50

Food provides the answer to most of Louisa’s questions. She often cooks for Anne and for Emmett as if it will just do the trick. She nourishes her herbs and finds a butcher who can prepare the cuts of meat she likes. She goes to the old market once a week and with real discipline buys the best produce she can afford. Often she meets Peter there and they take pleasure in the place.

‘Have you ever seen a more beautiful peach?’ she asks him on a summer Saturday as they stand before an altar of fruit. ‘Let’s buy one each for breakfast.’ It seems a good idea but the dribbling is excessive and they end up dripping and laughing and flicking each other with peach juice. She tries to dry her hands on him but he gets sick of it and they look for a tap.

After she’s towed Anne’s ancient jeep to all their favourite stalls, they get coffee, strong and hot, and sit near the small lane that fronts onto the big junction at the top of the market. The lane reminds Louisa of a telescope that looks out to the world beyond. Everything is limpid. People pass in the slowness of their lives and she sees them perfectly.

It isn’t far from where Emmett worked as a child and the ghost of him lives here. She imagines him running around, laughing with his mates, a little scavenger let loose to feast on the body of the market. Let loose from the orphanage to his grandma’s place opposite the market.

The child who became their father. Wonders again what really happened there. How would you ever know? But the stuff she’s heard about orphanages in those days is not good.

She sent away for a Senate report on children who grew up in orphanages and when Forgotten Australians arrived she read it in a night. Stories of children with urine-soaked bedclothes tied to them, of beatings and starvation, and she thinks of those children now when she looks at her rapidly disintegrating father.

A coffee machine is revealed though a hole in the wall and the chugging and grinding of beans rips at her ears. In no time, Pete’s back with the coffee. Chairs are in short supply and people juggling mugs and rolls bursting with sausage and onion often come chair-hunting. Peter is willing to give the chairs at their table to anyone. Around their feet, drab sparrows as round as hearts stab at the ground with their needle beaks. A couple of bolder ones land on the table in search of crumbs.

Somehow they’ve started to talk about Emmett, not something they usually do. Pete says that before Daniel died, he once asked Emmett if he loved him, and he laughed. He remembers the mouth opening up like a void. ‘And that yellow eyetooth of his, God, I wondered whether he’d swallow me.’

He wished he could have had another father and such wishes took up acres in his heart. Long before he understood Emmett, or at least thought he did, he was held by what he’d seen and what he didn’t understand, would never understand. When he decided Emmett was just a poor crazy man, mental for sure, he got over it. But he was lonely; after Daniel was gone, he had no one.

There are things Emmett did that the others don’t know about and Peter will never tell them. Some things shouldn’t be shared, how does it help? He reckons the others are dealing with enough of their own stuff anyway.

He’s also a bit ashamed of the way he gathered his information. For a long time he was the watcher in doorways, listening as a kind of witness to his mother’s weeping, waiting until he could hear her no longer, thinking that at least when it was quiet she had some peace. Then he’d go back to bed, his heart so heavy he ached with holding it.

‘Most kids have some kind of monster in their past,’ he says now, trying to lighten things. He’s rolled up the paper tube that held the sugar into the tiniest scrap. He looks up and smiles at her. He won’t dwell. The monster is sleeping in Peter’s memory, though he’s always on the lookout for it, you’d be a fool not to expect it back.

Louisa has not forgotten a single thing her father did either. Indeed, she has indexed them within herself and has a kind of inventory, but somehow she comes to the same decision as Peter. She must let it be. She explains Emmett to herself the best way she can. He must have been sick. Since she worked that out, the world seems less bleak.

But she doesn’t tell Peter what she’s decided, even though he has arrived at the same place. Neither is wholly comfortable with it, and neither has told Robert what they think.

They halt these talks, slowing down and looking around, and before too long they’re discussing the pair of free-range rabbits she just bought. She’s considering working some prunes and maybe bacon into the red wine braise she’s planning for Anne and Emmett tonight. Pete says, ‘How about a bit of mashed parsnip with that? The old man loves a bit of parsnip.’ And he grabs the handle of the jeep and is off to a pyramid of parsnips further down the aisle while Louisa gets her coat on.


(TASK STATEMENT)
All entries must be extracted exactly, with nothing added or dropped.

[Data items]
****************
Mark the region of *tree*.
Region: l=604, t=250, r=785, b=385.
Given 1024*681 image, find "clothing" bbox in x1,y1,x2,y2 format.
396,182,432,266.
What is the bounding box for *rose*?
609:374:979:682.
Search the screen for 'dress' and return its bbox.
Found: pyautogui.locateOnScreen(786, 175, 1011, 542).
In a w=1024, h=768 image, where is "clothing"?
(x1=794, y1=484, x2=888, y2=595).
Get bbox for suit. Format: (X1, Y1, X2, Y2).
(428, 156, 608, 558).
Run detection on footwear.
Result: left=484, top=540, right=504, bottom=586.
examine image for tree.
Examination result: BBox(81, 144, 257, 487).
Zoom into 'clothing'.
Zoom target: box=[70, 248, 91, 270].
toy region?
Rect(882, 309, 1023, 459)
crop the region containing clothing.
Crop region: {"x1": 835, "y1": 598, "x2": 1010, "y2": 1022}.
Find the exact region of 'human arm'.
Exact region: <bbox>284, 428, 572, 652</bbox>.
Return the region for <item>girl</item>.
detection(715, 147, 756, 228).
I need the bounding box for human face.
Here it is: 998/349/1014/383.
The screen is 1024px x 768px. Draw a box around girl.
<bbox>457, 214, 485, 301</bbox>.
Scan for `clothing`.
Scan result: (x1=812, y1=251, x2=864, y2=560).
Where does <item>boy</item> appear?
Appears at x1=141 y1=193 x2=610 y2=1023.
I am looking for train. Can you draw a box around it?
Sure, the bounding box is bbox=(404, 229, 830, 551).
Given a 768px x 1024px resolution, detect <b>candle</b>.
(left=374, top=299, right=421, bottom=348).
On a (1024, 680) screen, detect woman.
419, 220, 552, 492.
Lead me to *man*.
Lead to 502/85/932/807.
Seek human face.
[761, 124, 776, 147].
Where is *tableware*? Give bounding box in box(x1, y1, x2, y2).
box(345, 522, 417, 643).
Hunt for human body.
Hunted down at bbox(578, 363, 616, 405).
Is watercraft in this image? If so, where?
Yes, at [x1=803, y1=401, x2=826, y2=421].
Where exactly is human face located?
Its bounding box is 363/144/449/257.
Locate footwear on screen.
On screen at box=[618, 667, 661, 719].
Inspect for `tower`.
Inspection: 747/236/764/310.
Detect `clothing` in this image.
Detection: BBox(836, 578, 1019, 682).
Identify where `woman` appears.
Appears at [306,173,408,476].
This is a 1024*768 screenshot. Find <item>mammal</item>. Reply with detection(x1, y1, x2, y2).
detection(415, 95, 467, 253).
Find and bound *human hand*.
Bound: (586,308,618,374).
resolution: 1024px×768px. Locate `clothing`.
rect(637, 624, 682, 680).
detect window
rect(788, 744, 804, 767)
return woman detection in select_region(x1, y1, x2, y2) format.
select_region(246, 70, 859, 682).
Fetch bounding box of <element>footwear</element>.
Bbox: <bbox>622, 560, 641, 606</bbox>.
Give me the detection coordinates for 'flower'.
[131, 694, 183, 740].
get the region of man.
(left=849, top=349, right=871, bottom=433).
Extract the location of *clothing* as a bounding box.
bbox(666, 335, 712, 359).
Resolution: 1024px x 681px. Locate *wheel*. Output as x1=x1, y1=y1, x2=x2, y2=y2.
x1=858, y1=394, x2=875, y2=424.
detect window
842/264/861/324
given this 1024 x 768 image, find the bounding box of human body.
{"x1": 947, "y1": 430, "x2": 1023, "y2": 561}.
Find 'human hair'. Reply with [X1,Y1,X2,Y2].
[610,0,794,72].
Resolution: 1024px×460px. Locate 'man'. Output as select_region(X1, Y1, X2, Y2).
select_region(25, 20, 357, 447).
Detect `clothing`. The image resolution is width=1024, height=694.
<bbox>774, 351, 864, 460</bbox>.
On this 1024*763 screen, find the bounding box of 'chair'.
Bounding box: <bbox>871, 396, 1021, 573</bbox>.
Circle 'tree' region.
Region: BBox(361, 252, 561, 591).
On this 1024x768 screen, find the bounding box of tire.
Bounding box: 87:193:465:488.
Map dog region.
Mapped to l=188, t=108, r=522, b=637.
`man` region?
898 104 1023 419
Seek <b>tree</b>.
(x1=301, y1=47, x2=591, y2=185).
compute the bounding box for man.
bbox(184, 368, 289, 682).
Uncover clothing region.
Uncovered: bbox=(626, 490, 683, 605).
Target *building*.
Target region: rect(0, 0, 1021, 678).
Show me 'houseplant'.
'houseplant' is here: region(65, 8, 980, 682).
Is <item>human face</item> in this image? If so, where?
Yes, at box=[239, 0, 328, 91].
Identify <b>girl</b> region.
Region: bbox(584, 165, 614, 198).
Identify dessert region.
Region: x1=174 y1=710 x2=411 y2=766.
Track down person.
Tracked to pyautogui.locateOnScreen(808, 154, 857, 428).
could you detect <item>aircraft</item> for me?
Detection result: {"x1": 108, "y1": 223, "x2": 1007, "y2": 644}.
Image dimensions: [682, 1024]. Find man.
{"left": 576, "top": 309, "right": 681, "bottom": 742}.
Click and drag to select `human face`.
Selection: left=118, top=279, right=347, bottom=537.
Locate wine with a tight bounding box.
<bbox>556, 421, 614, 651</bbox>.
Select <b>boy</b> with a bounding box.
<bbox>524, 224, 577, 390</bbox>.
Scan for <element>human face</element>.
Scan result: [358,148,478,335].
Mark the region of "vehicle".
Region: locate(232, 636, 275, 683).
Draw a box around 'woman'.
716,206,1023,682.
****************
(EXERCISE ANSWER)
Mark the region of *tree*.
Region: l=604, t=250, r=785, b=385.
Given 1024*681 image, find "clothing" bbox in x1,y1,x2,y2 format.
396,182,432,266.
What is the bounding box for *rose*?
609:374:979:682.
Search the screen for 'dress' and return its bbox.
Found: pyautogui.locateOnScreen(786, 175, 1011, 542).
In a w=1024, h=768 image, where is "clothing"?
(x1=794, y1=484, x2=888, y2=595).
Get bbox for suit. Format: (X1, Y1, X2, Y2).
(428, 156, 608, 558).
Run detection on footwear.
Result: left=484, top=540, right=504, bottom=586.
examine image for tree.
Examination result: BBox(81, 144, 257, 487).
Zoom into 'clothing'.
Zoom target: box=[70, 248, 91, 270].
toy region?
Rect(882, 309, 1023, 459)
crop the region containing clothing.
Crop region: {"x1": 835, "y1": 598, "x2": 1010, "y2": 1022}.
Find the exact region of 'human arm'.
Exact region: <bbox>284, 428, 572, 652</bbox>.
Return the region for <item>girl</item>.
detection(715, 147, 756, 228).
I need the bounding box for human face.
Here it is: 998/349/1014/383.
The screen is 1024px x 768px. Draw a box around girl.
<bbox>457, 214, 485, 301</bbox>.
Scan for `clothing`.
Scan result: (x1=812, y1=251, x2=864, y2=560).
Where does <item>boy</item> appear?
Appears at x1=141 y1=193 x2=610 y2=1023.
I am looking for train. Can you draw a box around it?
Sure, the bounding box is bbox=(404, 229, 830, 551).
Given a 768px x 1024px resolution, detect <b>candle</b>.
(left=374, top=299, right=421, bottom=348).
On a (1024, 680) screen, detect woman.
419, 220, 552, 492.
Lead me to *man*.
Lead to 502/85/932/807.
Seek human face.
[761, 124, 776, 147].
Where is *tableware*? Give bounding box in box(x1, y1, x2, y2).
box(345, 522, 417, 643).
Hunt for human body.
Hunted down at bbox(578, 363, 616, 405).
Is watercraft in this image? If so, where?
Yes, at [x1=803, y1=401, x2=826, y2=421].
Where exactly is human face located?
Its bounding box is 363/144/449/257.
Locate footwear on screen.
On screen at box=[618, 667, 661, 719].
Inspect for `tower`.
Inspection: 747/236/764/310.
Detect `clothing` in this image.
Detection: BBox(836, 578, 1019, 682).
Identify where `woman` appears.
Appears at [306,173,408,476].
This is a 1024*768 screenshot. Find <item>mammal</item>. Reply with detection(x1, y1, x2, y2).
detection(415, 95, 467, 253).
Find and bound *human hand*.
Bound: (586,308,618,374).
resolution: 1024px×768px. Locate `clothing`.
rect(637, 624, 682, 680).
detect window
rect(788, 744, 804, 767)
return woman detection in select_region(x1, y1, x2, y2) format.
select_region(246, 70, 859, 682).
Fetch bounding box of <element>footwear</element>.
Bbox: <bbox>622, 560, 641, 606</bbox>.
Give me the detection coordinates for 'flower'.
[131, 694, 183, 740].
get the region of man.
(left=849, top=349, right=871, bottom=433).
Extract the location of *clothing* as a bounding box.
bbox(666, 335, 712, 359).
Resolution: 1024px x 681px. Locate *wheel*. Output as x1=x1, y1=y1, x2=x2, y2=y2.
x1=858, y1=394, x2=875, y2=424.
detect window
842/264/861/324
given this 1024 x 768 image, find the bounding box of human body.
{"x1": 947, "y1": 430, "x2": 1023, "y2": 561}.
Find 'human hair'. Reply with [X1,Y1,X2,Y2].
[610,0,794,72].
Resolution: 1024px×460px. Locate 'man'. Output as select_region(X1, Y1, X2, Y2).
select_region(25, 20, 357, 447).
Detect `clothing`. The image resolution is width=1024, height=694.
<bbox>774, 351, 864, 460</bbox>.
On this 1024*763 screen, find the bounding box of 'chair'.
Bounding box: <bbox>871, 396, 1021, 573</bbox>.
Circle 'tree' region.
Region: BBox(361, 252, 561, 591).
On this 1024x768 screen, find the bounding box of tire.
Bounding box: 87:193:465:488.
Map dog region.
Mapped to l=188, t=108, r=522, b=637.
`man` region?
898 104 1023 419
Seek <b>tree</b>.
(x1=301, y1=47, x2=591, y2=185).
compute the bounding box for man.
bbox(184, 368, 289, 682).
Uncover clothing region.
Uncovered: bbox=(626, 490, 683, 605).
Target *building*.
Target region: rect(0, 0, 1021, 678).
Show me 'houseplant'.
'houseplant' is here: region(65, 8, 980, 682).
Is <item>human face</item> in this image? If so, where?
Yes, at box=[239, 0, 328, 91].
Identify <b>girl</b> region.
Region: bbox(584, 165, 614, 198).
Identify dessert region.
Region: x1=174 y1=710 x2=411 y2=766.
Track down person.
Tracked to pyautogui.locateOnScreen(808, 154, 857, 428).
could you detect <item>aircraft</item> for me?
Detection result: {"x1": 108, "y1": 223, "x2": 1007, "y2": 644}.
Image dimensions: [682, 1024]. Find man.
{"left": 576, "top": 309, "right": 681, "bottom": 742}.
Click and drag to select `human face`.
Selection: left=118, top=279, right=347, bottom=537.
Locate wine with a tight bounding box.
<bbox>556, 421, 614, 651</bbox>.
Select <b>boy</b> with a bounding box.
<bbox>524, 224, 577, 390</bbox>.
Scan for <element>human face</element>.
Scan result: [358,148,478,335].
Mark the region of "vehicle".
Region: locate(232, 636, 275, 683).
Draw a box around 'woman'.
716,206,1023,682.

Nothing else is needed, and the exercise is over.